Why it matters: The deal will see Savage Ventures investing "tens of millions of dollars" into the joint venture, a Vice spokesperson said.
Catch up quick: The investment marks the first effort by Vice Media to substantially re-invest in its digital brands following a bankruptcy buyout last year that saw the elimination of hundreds of roles, consolidation of departments and cancellation of news shows.
- Savage Ventures was one of the entities that looked to buy Vice out of bankruptcy last year.
Zoom in: The new partnership gives Vice Media branding control over its digital assets without having to manage them day-to-day.
- That structure will allow Vice Media to focus more on its B2B franchises, such as Vice Studios Group, Vice TV, and its advertising agency Virtue.
- The joint venture will also relaunch Vice's social media channels. The combined portfolio, the firms said, "has nearly 100 million followers across all platforms.
Yes, but: The deal does not include the digital assets of Vice News.
- In a statement, the company said it will continue to have strategic discussions with "leading global news organizations" to amplify the company's long-form news and documentary content.
Between the lines: Savage Ventures manages a slew of digital-first brands including outdoors.com, 247health.com and americansongwriter.com.

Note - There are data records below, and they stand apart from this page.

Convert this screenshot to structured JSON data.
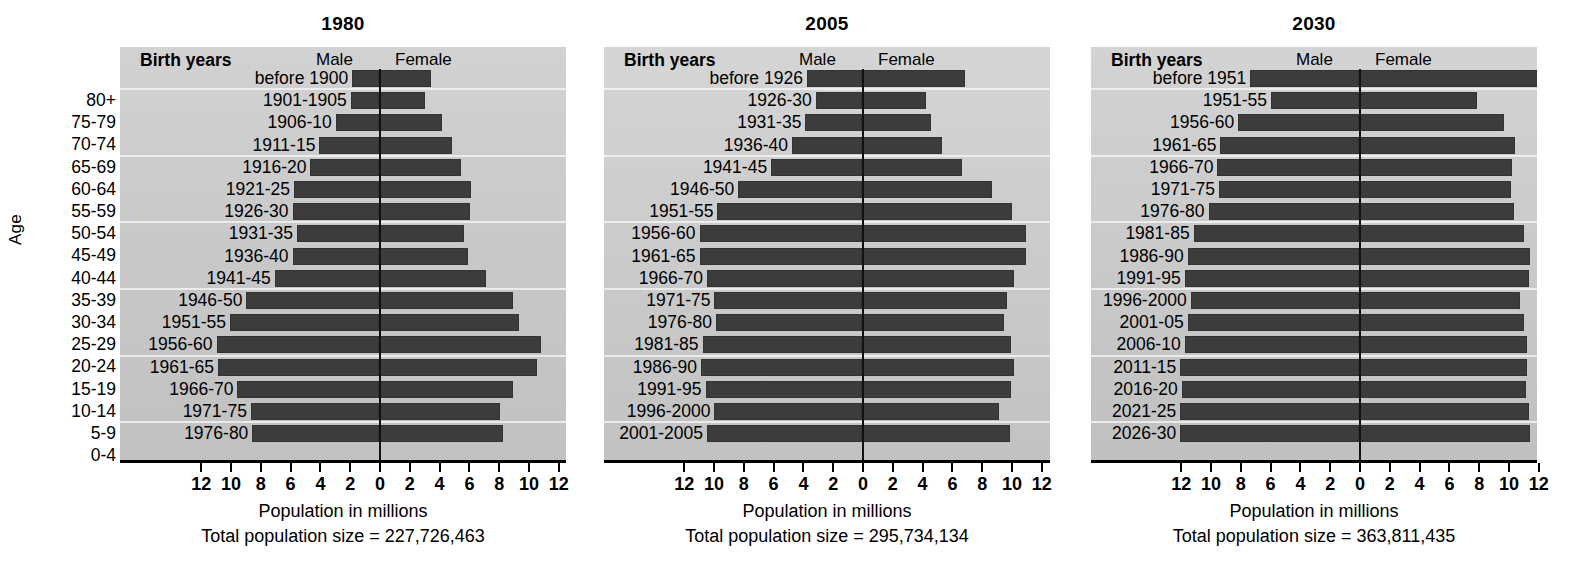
{
  "figure": {
    "y_axis_label": "Age",
    "age_groups": [
      "80+",
      "75-79",
      "70-74",
      "65-69",
      "60-64",
      "55-59",
      "50-54",
      "45-49",
      "40-44",
      "35-39",
      "30-34",
      "25-29",
      "20-24",
      "15-19",
      "10-14",
      "5-9",
      "0-4"
    ],
    "column_headers": {
      "birth_years": "Birth years",
      "male": "Male",
      "female": "Female"
    },
    "x_axis_label": "Population in millions",
    "tick_labels": [
      "12",
      "10",
      "8",
      "6",
      "4",
      "2",
      "0",
      "2",
      "4",
      "6",
      "8",
      "10",
      "12"
    ],
    "total_prefix": "Total population size = ",
    "colors": {
      "bar": "#3c3c3c",
      "plot_background": "#cacaca",
      "zero_line": "#111111",
      "gridline": "#f2f2f2"
    }
  },
  "chart_data": {
    "type": "bar",
    "xlabel": "Population in millions",
    "ylabel": "Age",
    "xlim": [
      -12,
      12
    ],
    "grid": true,
    "legend": [
      "Male",
      "Female"
    ],
    "categories": [
      "80+",
      "75-79",
      "70-74",
      "65-69",
      "60-64",
      "55-59",
      "50-54",
      "45-49",
      "40-44",
      "35-39",
      "30-34",
      "25-29",
      "20-24",
      "15-19",
      "10-14",
      "5-9",
      "0-4"
    ],
    "panels": [
      {
        "title": "1980",
        "total_population": "227,726,463",
        "birth_years": [
          "before 1900",
          "1901-1905",
          "1906-10",
          "1911-15",
          "1916-20",
          "1921-25",
          "1926-30",
          "1931-35",
          "1936-40",
          "1941-45",
          "1946-50",
          "1951-55",
          "1956-60",
          "1961-65",
          "1966-70",
          "1971-75",
          "1976-80"
        ],
        "series": [
          {
            "name": "Male",
            "values": [
              1.8,
              1.9,
              2.9,
              4.0,
              4.6,
              5.7,
              5.8,
              5.5,
              5.8,
              7.0,
              8.9,
              10.0,
              10.9,
              10.8,
              9.5,
              8.6,
              8.5
            ]
          },
          {
            "name": "Female",
            "values": [
              3.5,
              3.1,
              4.2,
              4.9,
              5.5,
              6.2,
              6.1,
              5.7,
              6.0,
              7.2,
              9.0,
              9.4,
              10.9,
              10.6,
              9.0,
              8.1,
              8.3
            ]
          }
        ]
      },
      {
        "title": "2005",
        "total_population": "295,734,134",
        "birth_years": [
          "before 1926",
          "1926-30",
          "1931-35",
          "1936-40",
          "1941-45",
          "1946-50",
          "1951-55",
          "1956-60",
          "1961-65",
          "1966-70",
          "1971-75",
          "1976-80",
          "1981-85",
          "1986-90",
          "1991-95",
          "1996-2000",
          "2001-2005"
        ],
        "series": [
          {
            "name": "Male",
            "values": [
              3.7,
              3.1,
              3.8,
              4.7,
              6.1,
              8.3,
              9.7,
              10.9,
              10.9,
              10.4,
              9.9,
              9.8,
              10.7,
              10.8,
              10.5,
              9.9,
              10.4
            ]
          },
          {
            "name": "Female",
            "values": [
              6.9,
              4.3,
              4.6,
              5.4,
              6.7,
              8.7,
              10.1,
              11.0,
              11.0,
              10.2,
              9.7,
              9.5,
              10.0,
              10.2,
              10.0,
              9.2,
              9.9
            ]
          }
        ]
      },
      {
        "title": "2030",
        "total_population": "363,811,435",
        "birth_years": [
          "before 1951",
          "1951-55",
          "1956-60",
          "1961-65",
          "1966-70",
          "1971-75",
          "1976-80",
          "1981-85",
          "1986-90",
          "1991-95",
          "1996-2000",
          "2001-05",
          "2006-10",
          "2011-15",
          "2016-20",
          "2021-25",
          "2026-30"
        ],
        "series": [
          {
            "name": "Male",
            "values": [
              7.3,
              5.9,
              8.1,
              9.3,
              9.5,
              9.4,
              10.1,
              11.1,
              11.5,
              11.7,
              11.3,
              11.5,
              11.7,
              12.0,
              11.9,
              12.0,
              12.0
            ]
          },
          {
            "name": "Female",
            "values": [
              12.0,
              7.9,
              9.7,
              10.5,
              10.3,
              10.2,
              10.4,
              11.1,
              11.5,
              11.4,
              10.8,
              11.1,
              11.3,
              11.3,
              11.2,
              11.4,
              11.5
            ]
          }
        ]
      }
    ]
  }
}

- In partnering with Savage, Vice Media executives see an opportunity to boost its brands exposure to companies that Savage manages across lifestyle, sports, wellness and music.
- "This structure allows us to leverage Savage's leading expertise and furthers our vision to produce compelling original content that entertains while pushing boundaries," Vice Media CEO Bruce Dixon said in a statement.
The big picture: The joint venture marks a shift in Vice Media's strategy to focus more on licensing content to other businesses, rather than monetizing content through advertising.
- Vice has pushed to streamline its consumer-facing brand portfolio as a part of that transition.
- It sold its style publication i-D magazine to model and entrepreneur Karlie Kloss in February, and sold female-focused lifestyle publication Refinery29 to Essence Magazine parent Sundial Media Group last month.
- In a statement, Vice Media said the creation of the joint venture, in addition to the sale of those properties, are "key milestones" as the company accelerates its path to profitability.